Prologue
 
 Axe
 
 I woke with a jolt. The images stopped playing in my head but the feeling still lingered on. Every part of my body was twitchy and my heart felt like it was going to beat right out of my chest.
 
 My eyes moved to the figure next to me in the bed. Jessica stirred as I took in a few more calming breaths. She rolled over, throwing her arm over my abdomen. I knew she was awake, but she stayed silent. She didn’t try to console me or ask what was wrong. She simply let me know that she was there. Her touch was only a reminder that this was reality, and that was exactly what I needed from her.
 
 I closed my eyes as I tried to get my breathing under control. This was why we worked. She gave me ‘the normal,’ as we liked to call it. The thing that I thought I craved the most but never had. She didn’t try to make me open up—to talk about the fucked up things in my head, and I didn’t ask the same of her. We both had an understanding of how messed up the world could be and we both recognized that in each other.
 
 Minutes passed, maybe hours, I had no clue. The darkness of the room and the stillness of the air surrounded me like a soft blanket. I liked the shadows and the silence. Maybe that was proof of how messed up I was.
 
 I could tell by Jessica’s breathing that she was still awake. When she took in a deep breath of air, I knew what was to follow. And I wasn’t surprised in the least.
 
 “This isn’t working,” she said bluntly.
 
 I resisted the eye roll because it was the same song and dance we always went through. I’d heard that line too many times before, but that wasn’t to say that I disagreed with it.
 
 “Okay,” I said, my tone emotionless as always.
 
 I’d give it a week and we’d be right back to it.
 
 It had been the same thing for years now, but we could never seem to make it work for very long before one of us called for a break. I would like to have said that I had no idea why, but the truth was, I did. I understood it so well that I should have known better than to try again. Yet, I’d go back every time and so did she.
 
 “No, Axe, I mean it this time.” She paused and I could feel her eyes searching for mine through the pitch black darkness of the room. Even though I couldn’t see her, I could feel the hole she was burning through me with her gaze. She wanted me to take her seriously and I couldn’t help but feel like something bigger than the usual break-up words were coming. “I’m done.”
 
 And that stopped me. Left me frozen for a long moment. Those two words were something she’d never said before.
 
 Feeling it was at the end too, I nodded. I knew she could feel the movement against her head even if she couldn’t see it. And while I should have felt some kind of concern, some kind of gaping hole in my chest, I didn’t feel much of anything. This was the final nail. The end of the road. And I was alright with that.
 
 I knew this wasn’t some kind of game she was trying to play and she didn’t want me to make any attempt to get her to change her mind. She was only being honest and I couldn’t blame her. That was the part that did gut me a little. If only I could have been honest at the right times, then maybe it could have worked. Or maybe we would have ended up pulling each other further into the darkness.
 
 I could feel her body expand as she took in a deep breath and after a long moment, she rolled out of the bed. As she gathered her clothes in silence, I kept my eyes trained on the ceiling. She moved about in the darkened room like she knew where everything was. Hell, she probably did. She had spent enough time in here, I wouldn’t doubt she knew the layout like the back of her hand. And it wasn’t like the room was all that big anyway.
 
 She left without another word, the light from the hall spilling in as she opened the door. Her steps were unhurried as she walked out. She wasn’t rushing from the room upset. She wasn’t angry or regretful about what had just happened. She made her exit just as if it were any other time that she’d left. She didn’t even turn her head for one last, lingering look back before she closed the door behind her.
 
 I lay there a long time, my steady breaths the only sound in the room. Half of me didn’t really believe it was the end, and not in a hopeful way. It was just that we had done this so many times before. But her words rang out over and over again.
 
 I’m done.
 
 And then I gave into the truth of the whole thing. We were done—with something that had truly never started to begin with.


WORK REQUEST: Write the entries out in full, matching them exactly.
Segment Start: RECORDS SHOWN
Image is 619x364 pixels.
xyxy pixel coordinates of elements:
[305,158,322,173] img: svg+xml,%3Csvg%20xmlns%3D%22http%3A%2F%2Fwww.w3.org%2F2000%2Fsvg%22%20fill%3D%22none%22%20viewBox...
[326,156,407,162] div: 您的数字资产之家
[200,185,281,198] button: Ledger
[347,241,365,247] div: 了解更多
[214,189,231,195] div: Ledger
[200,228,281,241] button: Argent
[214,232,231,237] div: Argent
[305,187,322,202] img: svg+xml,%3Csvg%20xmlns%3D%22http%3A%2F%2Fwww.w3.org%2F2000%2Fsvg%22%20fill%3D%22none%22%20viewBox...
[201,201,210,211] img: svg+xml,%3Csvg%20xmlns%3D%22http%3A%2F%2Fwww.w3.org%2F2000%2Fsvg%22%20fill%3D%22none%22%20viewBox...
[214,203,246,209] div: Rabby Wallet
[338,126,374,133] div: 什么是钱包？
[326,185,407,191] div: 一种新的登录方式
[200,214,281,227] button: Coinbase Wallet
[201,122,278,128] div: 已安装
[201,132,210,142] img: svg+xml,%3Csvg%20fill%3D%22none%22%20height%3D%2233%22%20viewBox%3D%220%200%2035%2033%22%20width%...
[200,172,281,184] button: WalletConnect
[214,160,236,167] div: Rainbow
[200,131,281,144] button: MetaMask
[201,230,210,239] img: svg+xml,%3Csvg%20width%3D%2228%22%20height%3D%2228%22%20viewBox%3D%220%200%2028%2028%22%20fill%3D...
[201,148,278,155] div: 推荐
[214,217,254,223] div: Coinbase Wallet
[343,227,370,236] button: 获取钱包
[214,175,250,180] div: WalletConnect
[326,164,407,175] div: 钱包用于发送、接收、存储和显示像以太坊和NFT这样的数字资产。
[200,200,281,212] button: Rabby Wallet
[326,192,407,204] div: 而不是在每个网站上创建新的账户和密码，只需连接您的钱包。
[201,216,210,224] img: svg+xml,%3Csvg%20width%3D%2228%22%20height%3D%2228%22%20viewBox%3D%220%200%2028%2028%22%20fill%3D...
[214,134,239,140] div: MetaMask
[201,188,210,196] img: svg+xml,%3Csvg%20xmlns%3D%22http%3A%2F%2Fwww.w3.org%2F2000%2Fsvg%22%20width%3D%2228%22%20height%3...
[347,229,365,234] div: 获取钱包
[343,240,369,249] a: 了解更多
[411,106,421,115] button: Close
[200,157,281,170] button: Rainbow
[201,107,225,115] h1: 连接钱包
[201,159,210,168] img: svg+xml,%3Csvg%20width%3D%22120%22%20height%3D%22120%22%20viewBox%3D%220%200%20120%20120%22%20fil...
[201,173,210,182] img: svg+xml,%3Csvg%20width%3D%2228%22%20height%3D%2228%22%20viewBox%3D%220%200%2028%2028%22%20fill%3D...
Segment End: RECORDS SHOWN
WRITTEN RESPONSE:
Image is 619x364 pixels.
xyxy pixel coordinates of elements:
[305,158,322,173] img: svg+xml,%3Csvg%20xmlns%3D%22http%3A%2F%2Fwww.w3.org%2F2000%2Fsvg%22%20fill%3D%22none%22%20viewBox...
[326,156,407,162] div: 您的数字资产之家
[200,185,281,198] button: Ledger
[347,241,365,247] div: 了解更多
[214,189,231,195] div: Ledger
[200,228,281,241] button: Argent
[214,232,231,237] div: Argent
[305,187,322,202] img: svg+xml,%3Csvg%20xmlns%3D%22http%3A%2F%2Fwww.w3.org%2F2000%2Fsvg%22%20fill%3D%22none%22%20viewBox...
[201,201,210,211] img: svg+xml,%3Csvg%20xmlns%3D%22http%3A%2F%2Fwww.w3.org%2F2000%2Fsvg%22%20fill%3D%22none%22%20viewBox...
[214,203,246,209] div: Rabby Wallet
[338,126,374,133] div: 什么是钱包？
[326,185,407,191] div: 一种新的登录方式
[200,214,281,227] button: Coinbase Wallet
[201,122,278,128] div: 已安装
[201,132,210,142] img: svg+xml,%3Csvg%20fill%3D%22none%22%20height%3D%2233%22%20viewBox%3D%220%200%2035%2033%22%20width%...
[200,172,281,184] button: WalletConnect
[214,160,236,167] div: Rainbow
[200,131,281,144] button: MetaMask
[201,230,210,239] img: svg+xml,%3Csvg%20width%3D%2228%22%20height%3D%2228%22%20viewBox%3D%220%200%2028%2028%22%20fill%3D...
[201,148,278,155] div: 推荐
[214,217,254,223] div: Coinbase Wallet
[343,227,370,236] button: 获取钱包
[214,175,250,180] div: WalletConnect
[326,164,407,175] div: 钱包用于发送、接收、存储和显示像以太坊和NFT这样的数字资产。
[200,200,281,212] button: Rabby Wallet
[326,192,407,204] div: 而不是在每个网站上创建新的账户和密码，只需连接您的钱包。
[201,216,210,224] img: svg+xml,%3Csvg%20width%3D%2228%22%20height%3D%2228%22%20viewBox%3D%220%200%2028%2028%22%20fill%3D...
[214,134,239,140] div: MetaMask
[201,188,210,196] img: svg+xml,%3Csvg%20xmlns%3D%22http%3A%2F%2Fwww.w3.org%2F2000%2Fsvg%22%20width%3D%2228%22%20height%3...
[347,229,365,234] div: 获取钱包
[343,240,369,249] a: 了解更多
[411,106,421,115] button: Close
[200,157,281,170] button: Rainbow
[201,107,225,115] h1: 连接钱包
[201,159,210,168] img: svg+xml,%3Csvg%20width%3D%22120%22%20height%3D%22120%22%20viewBox%3D%220%200%20120%20120%22%20fil...
[201,173,210,182] img: svg+xml,%3Csvg%20width%3D%2228%22%20height%3D%2228%22%20viewBox%3D%220%200%2028%2028%22%20fill%3D...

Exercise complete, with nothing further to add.